WHAT YOU TAKE WITH YOU
She got out of the car. The future broke over the
mountain range like eggs. Cigarette
Smoke trailed languidly from the poor doll’s mouth.
Sinister, the long reptiles, the black
Birds with money dragging in their beaks. She leaped
off the hood of the Impala in only a pair of
barbwire leggings. The seagulls of my youth, she
said, are dead to me now. This was the new frontier.
Pigeons, and gravestones. We stood, me at her elbow,
__one by one the
guitar strings breaking, awash under tamarack trees.
Saloons sprouted out of the canyons, and the ponds
smelled brushed with gunpowder.
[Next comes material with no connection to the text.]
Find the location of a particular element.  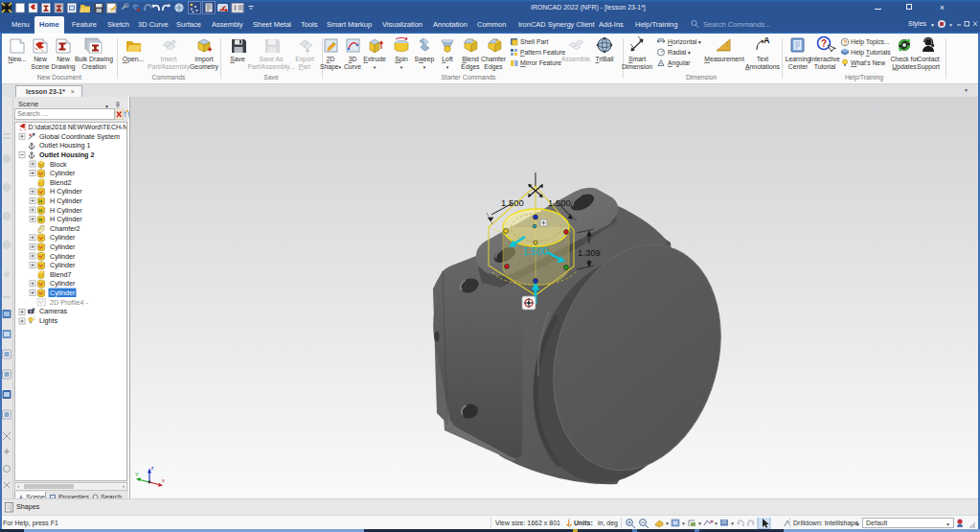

I know I’m shrinking.
That’s what I said to myself—Everyone is, she spelled out
__in the sand.
Each vista grew tender, deeper than oceans.
Bright Pink, for Pain. Like a fever that starts in the hand.
Someone dabbed at my lips with a dropper, exhaling. In the sky,
hovering over the taxiing of birds, a plane passed
by, then crystallized, and the silver metal of it
melted, and rang. It echoed off the mountains
until there was nothing left in the world but a window
pulling the moon toward the earth. She was drifting, away, over the creek
__and the bridge, over the sleeping robins . . .
Her eyes were the color of two idling trains, but her breathing
__was gentle.
Spiders descended from beams in the ceilings. Choruses began
to bubble up through the floorboards. A gull cried on a cactus. It
__was winter in
Russia; it was snowing in La Porte, Indiana. I remained earthbound.